BLACK: Laboured logic in former friend’s diatribe against Jordan Peterson
In the laboured prose of an emeritus tenured academic, Professor Bernard Schiff, no doubt accustomed to audiences held captive by their desire for a passing grade, wrote a piece titled, “I was Jordan Peterson’s strongest supporter. Now I think he’s dangerous.”
To borrow Jon Kay’s mots juste, it was an “interminable screed.”
Schiff’s opening gambit leveraged the near-universal distaste among the Toronto highbrow for evangelism by comparing Peterson’s public discourse to the proselytization of deceased American pastor Billy Graham.
Then came
a drive-by ad hominem spray-and-pray, accusing Peterson simultaneously of dishonesty, deficient intellectual integrity, and of lacking common decency. Rather than utilizing the voluminous space afforded him by The Star’s editors (5,388 words) to support this malicious diatribe, he deftly parried the need for such bother by professing his former support for Peterson. Implying that since he, Peterson’s friend and mentor, had changed his position so drastically, there must have been a good reason for it.
Tellingly, mid-defamation he was unable to resist the temptation to self-aggrandize, purporting to be the sole reason Peterson was hired by the University of Toronto.
This claim seems fatuous and implausible given Schiff’s own admission that Peterson had an impeccable CV, “terrific references and a pedigree that included a PhD from McGill and a five-year stint at Harvard as an assistant professor.” Yet, the university would have passed on Peterson were it not for his (Schiff’s) championship.
The piece then attempts to detail a series of retrospective warning signs that Peterson would become a dangerous demagogue — a transition Schiff believes is happening.
The first warning was Peterson once objected to the oversight of a research ethics committee. Schiff makes no suggestion of any ethical lapses and admits “there was nothing contentious about his research,” but insists Peterson’s mere objection to bureaucratic oversight was tantamount to a callous disregard for the well-being of his research subjects.
The next warning was a single teaching review panning Peterson’s course from “one astute student,” who objected to “delivered truths.” Ironically, Schiff cherry-picks one student review from an ocean of mostly “excellent” feedback to justify accusing Peterson of cherry-picking to present “conjecture as statement fact.” The reality is that a liberal arts degree, speaking as someone who earned one not so long ago, is obtained through the regurgitation of “delivered truths” – often, bigoted leftist ones.
Partway through, Schiff
reveals the true nature of his grievance. His daughter is trans, making him naturally sensitive to trans issues and susceptible to misconstruing Peterson’s position.
At about the midway point, Schiff’s leaps in logic begin to create such vast expanses they can no longer even pretend to clear the gap.
If Peterson really cared about free speech, Schiff posits, he would have openly engaged in hate speech against the “already-protected groups” listed in the Human Rights Act. Since Peterson only opposed Bill C-16 it must be because he is specifically targeting trans people.
Common sense would suggest the changed variable was C-16’s “compelled speech” (i.e. the forced use of invented gender pronouns) rather than mere speech prohibition – a distinction Peterson has often cited as the catalyst for his stand.
Instead, Schiff theorizes Peterson allegedly scapegoated trans people as a means to seize power via the demagogic exploitation of society’s unconscious predisposition toward trans bashing. Schiff suggests deep-seated transphobia is evident because zoologists in the Middle Ages discriminated against the female spotted hyena on account of its penis-sized clitoris.
The piece devolves into a comprehensive literature review and meta-analysis of recent hit pieces and hatchet jobs on Peterson.
Schiff’s first 5,000 words not-so-subtly set the stage. He calls Peterson a “powerful orator,” twice. He belabours the supposed scapegoating of trans people,
while entirely sidestepping the actual issue of compelled speech. He inelegantly references Madeleine Albright’s book,
Fascism: A Warning, then quotes her description of the shared characteristics of authoritarian leaders, implying the description applies to Peterson. He follows with the tedious and debunked denigration of Peterson as an alt-right “darling,” activating the “dark desires” (a phrase he uses three times) of the mob. Finally, Schiff says he could not keep silent about Peterson “for historical reasons.” The last purposeful tug of the kimono’s sash reveals a desperately contrived Hitler analogy.
Throughout the piece, Schiff fleetingly raises one legitimate concern, which if he truly were Peterson’s friend,
he’d have raised privately and in person. The sudden attainment of power and influence is uneasily accommodated by anyone. Peterson’s rise would be a profound shock to even the sharpest psyche. The overnight transformation from lowly professor to international celebrity and iconoclast, coupled with an instantaneous, concurrent, and sustained blast of both mass laudation and revilement would be deeply transformative.
It will be interesting to see how Peterson copes
and I hope for his sake not all his friends are as fickle as Schiff.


Go through the entries below and copy each line that holds the word "same".

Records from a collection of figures
--- START ---

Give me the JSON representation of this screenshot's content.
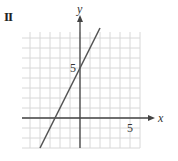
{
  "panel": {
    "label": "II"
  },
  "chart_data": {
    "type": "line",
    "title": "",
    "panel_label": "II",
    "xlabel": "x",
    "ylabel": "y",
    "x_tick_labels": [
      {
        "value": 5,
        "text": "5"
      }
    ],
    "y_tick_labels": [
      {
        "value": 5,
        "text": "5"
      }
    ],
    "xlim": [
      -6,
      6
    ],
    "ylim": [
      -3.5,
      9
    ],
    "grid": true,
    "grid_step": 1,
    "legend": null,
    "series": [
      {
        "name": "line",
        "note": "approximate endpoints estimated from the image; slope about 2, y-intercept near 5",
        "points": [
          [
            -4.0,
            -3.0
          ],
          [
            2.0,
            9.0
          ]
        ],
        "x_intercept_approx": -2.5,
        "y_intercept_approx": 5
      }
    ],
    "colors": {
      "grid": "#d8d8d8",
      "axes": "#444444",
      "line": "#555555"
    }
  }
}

--- END ---
--- START ---

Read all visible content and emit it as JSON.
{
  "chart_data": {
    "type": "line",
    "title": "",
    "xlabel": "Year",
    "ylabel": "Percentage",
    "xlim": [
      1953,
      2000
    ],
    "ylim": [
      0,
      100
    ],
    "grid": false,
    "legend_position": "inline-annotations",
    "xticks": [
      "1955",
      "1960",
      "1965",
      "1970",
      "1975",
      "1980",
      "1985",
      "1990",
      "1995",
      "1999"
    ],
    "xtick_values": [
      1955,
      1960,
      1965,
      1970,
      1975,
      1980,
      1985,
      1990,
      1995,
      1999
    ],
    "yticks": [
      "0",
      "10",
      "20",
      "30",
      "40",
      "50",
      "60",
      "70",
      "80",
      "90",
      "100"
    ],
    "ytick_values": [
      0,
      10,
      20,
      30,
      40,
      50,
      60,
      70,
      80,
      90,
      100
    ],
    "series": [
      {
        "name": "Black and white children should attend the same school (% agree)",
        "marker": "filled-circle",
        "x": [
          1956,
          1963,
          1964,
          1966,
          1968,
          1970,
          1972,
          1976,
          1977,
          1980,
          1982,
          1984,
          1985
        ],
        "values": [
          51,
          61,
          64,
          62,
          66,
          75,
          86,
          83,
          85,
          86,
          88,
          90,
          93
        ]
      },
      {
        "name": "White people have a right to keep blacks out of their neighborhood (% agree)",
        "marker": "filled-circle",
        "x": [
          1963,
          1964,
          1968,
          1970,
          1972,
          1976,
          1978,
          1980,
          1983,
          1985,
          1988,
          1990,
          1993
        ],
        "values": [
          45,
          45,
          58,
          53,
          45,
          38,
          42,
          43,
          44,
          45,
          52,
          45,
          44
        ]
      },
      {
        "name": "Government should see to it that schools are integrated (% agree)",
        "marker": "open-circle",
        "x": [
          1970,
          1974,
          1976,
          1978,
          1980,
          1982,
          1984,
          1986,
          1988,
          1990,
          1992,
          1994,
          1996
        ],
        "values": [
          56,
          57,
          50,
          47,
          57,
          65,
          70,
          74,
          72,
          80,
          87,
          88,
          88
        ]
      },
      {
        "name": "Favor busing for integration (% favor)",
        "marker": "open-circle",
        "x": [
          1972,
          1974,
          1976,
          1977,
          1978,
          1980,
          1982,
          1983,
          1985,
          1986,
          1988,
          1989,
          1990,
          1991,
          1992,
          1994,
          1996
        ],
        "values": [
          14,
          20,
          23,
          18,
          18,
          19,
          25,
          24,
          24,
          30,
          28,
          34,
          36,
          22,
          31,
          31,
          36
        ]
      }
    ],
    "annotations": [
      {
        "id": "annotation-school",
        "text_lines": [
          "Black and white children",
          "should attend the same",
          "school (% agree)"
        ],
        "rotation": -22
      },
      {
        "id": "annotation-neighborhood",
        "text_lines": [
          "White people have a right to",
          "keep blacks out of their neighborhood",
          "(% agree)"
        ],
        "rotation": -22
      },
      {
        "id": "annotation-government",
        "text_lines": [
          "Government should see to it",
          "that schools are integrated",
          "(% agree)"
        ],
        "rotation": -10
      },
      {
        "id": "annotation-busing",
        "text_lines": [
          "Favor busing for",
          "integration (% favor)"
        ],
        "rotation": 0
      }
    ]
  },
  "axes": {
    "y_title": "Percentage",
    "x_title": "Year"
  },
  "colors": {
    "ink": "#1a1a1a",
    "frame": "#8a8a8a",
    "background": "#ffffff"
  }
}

--- END ---

- EXERCISE RESULT:
        "name": "Black and white children should attend the same school (% agree)",
          "should attend the same",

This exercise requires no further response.